Evacuation Drills….

BY JODY BENSON
Los Alamos

Something to ponder as we join the thousand commuters/students/shoppers snarled in traffic at the corner of Diamond and Trinity: What would we do if there is a criticality accident in the Pajarito Road Plutonium Corridor with the wind blowing from the south into the Townsite?  How the heck would we get out of town?

We 20-year locals remember the orderly evacuation in 2000 and 2011 when residents escaped in a few hours with concerned citizens ensured they and their neighbors could get the heck outta town before it exploded in flames.  The Lab and schools were closed.  Everybody had the opportunity to prepare with smart ones packing up before the flames ignited the sky. Ah, good times.  

A criticality accident would not occur when LANL was closed with kids home from school. It would occur during business hours with our 5,045 Hill/White Rock residents jammed streets to get home, while our 9,425 off-Hill employees struggled to off-Hill or get to schools to pick up kids.  

The Townsite has four exits: Diamond/Main Hill, Truck Route, Pajarito, and 501.  I’m thinking the Truck Route would be jammed with off-Hill LANL employees.  Presumably LANL’s Plutonium Corridor would be blocked for emergency response and high radioactivity so there’s a no-go.  I’m thinking most Hill residents would need to evacuate across the Bridge or on West Road (currently under construction) and either through the Caldera or Bandelier, depending on the wind.  If we go via Bandelier, we’re still stuck with traffic backed up to Pajarito Acres. 

I’m also guessing LANL would prefer to have us shelter in place using our duct tape and plastic sheeting left over from the biological threat in 2003, that as far as protection against biological or chemical attack, FEMA states: “…while it isn’t considered guaranteed… [it provides] additional protection to people sheltering in place beyond that provided for by the structure of the house alone.”  Doesn’t say anything about radiation.

Yes, I am aware (because most people I talk to say, “It’ll never happen”) that it’ll never happen, but remember that, as Cerro Grande jumped the Camp May Road to devour Los Alamos Canyon, people in Los Alamos shrugged and said, “I’ll never happen.”  Just because we don’t believe it, doesn’t mean it’s not true.  

To mitigate that never-happening event, LANL and Los Alamos County must have live evacuation drills as residents did when my family moved here in 1958 and Los Alamos was considered so strategically important that we were a USSR’s top target.
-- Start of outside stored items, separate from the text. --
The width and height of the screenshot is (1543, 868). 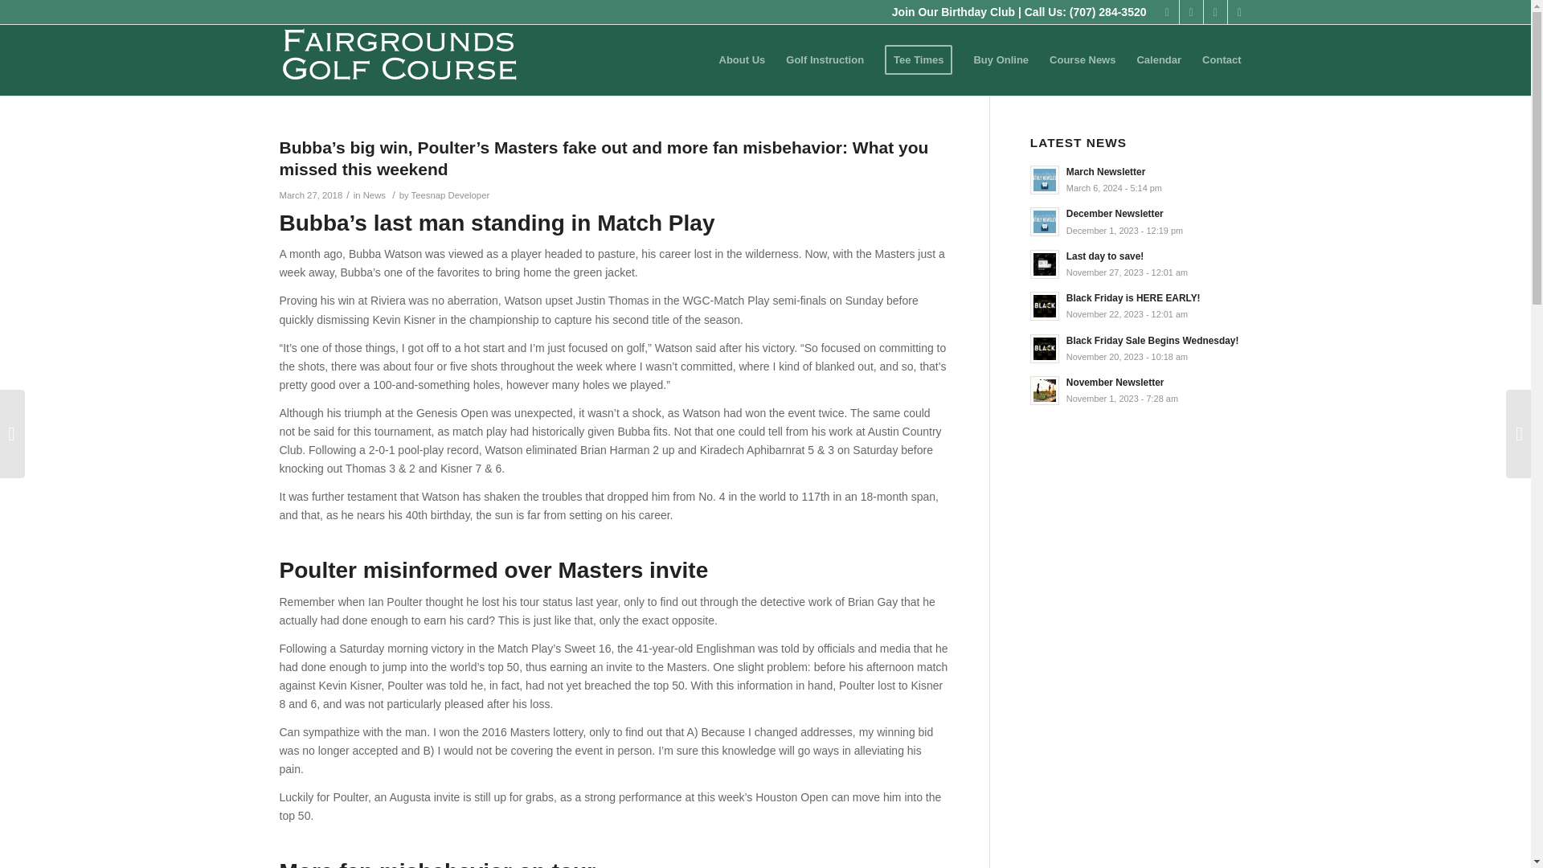 What do you see at coordinates (825, 59) in the screenshot?
I see `Golf Instruction` at bounding box center [825, 59].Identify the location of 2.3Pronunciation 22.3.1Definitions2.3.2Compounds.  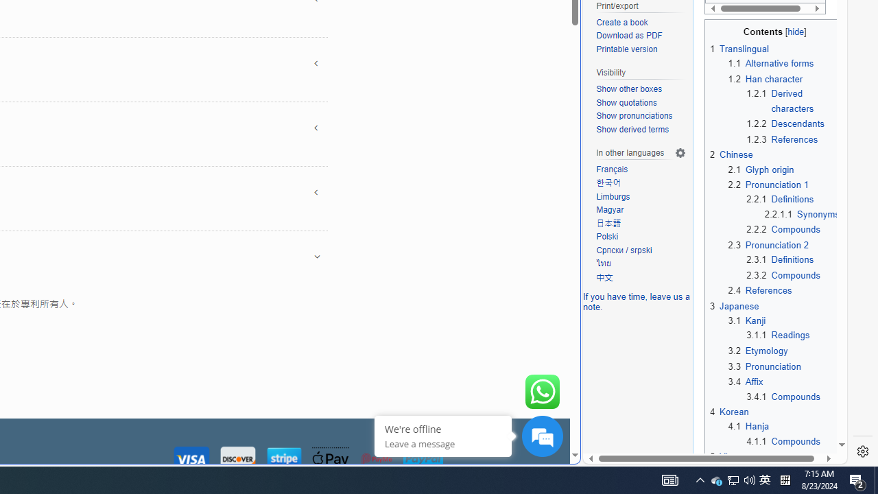
(784, 259).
We practiced evacuating.  When the siren wailed many moms at home gathered kids and the dog to pile into cars to drive on our designated evacuation route while dads went to their designated shelters to get back to work after the drop.  If the bomb was imminent, we, too, went to our designated shelters.
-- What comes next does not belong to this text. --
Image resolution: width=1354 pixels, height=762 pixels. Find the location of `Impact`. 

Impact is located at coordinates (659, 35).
What will we do nowadays if the never-happens happens? 

Do LANL, the County, and Schools have a plan?  If so, when will we who live and work here know the drill?  And regionally?  The region must know to plan in order to protect itself.  

LANL’s goal is to hire up to 7,200 new employees plus more to replace the retiring ones. This equals possibly 7,200 new families. As many of those who can find housing want to live in Los Alamos/White Rock.  Old people aren’t moving away.  The county is building wherever there’s land (unless, it seems, the land belongs to Smiths).  More population increases risks.

Is there an evacuation plan? What else is NNSA/Congress/TRIAD doing to mitigate impacts that the new nuclear trigger mission has on the County?  

So much of the County’s efforts are to make concessions to the Pit Mission.  We still haven’t completed cleanup from the Project and Cold War.  Seems to me the least NNSA/Congress/TRIAD can do is acknowledge that the never-happen just might.  We need to be prepared.

As you complain about being stuck in traffic, ponder escaping a criticality accident.  And think about all that we and the region are sacrificing to make new cores for weapons that people insist will never be used. NNSA/LANL need to step up and take seriously its promise to “safeguard the safety and health of the public and of the workforce.”  Somebody’s got to be responsible, and it shouldn’t be just us.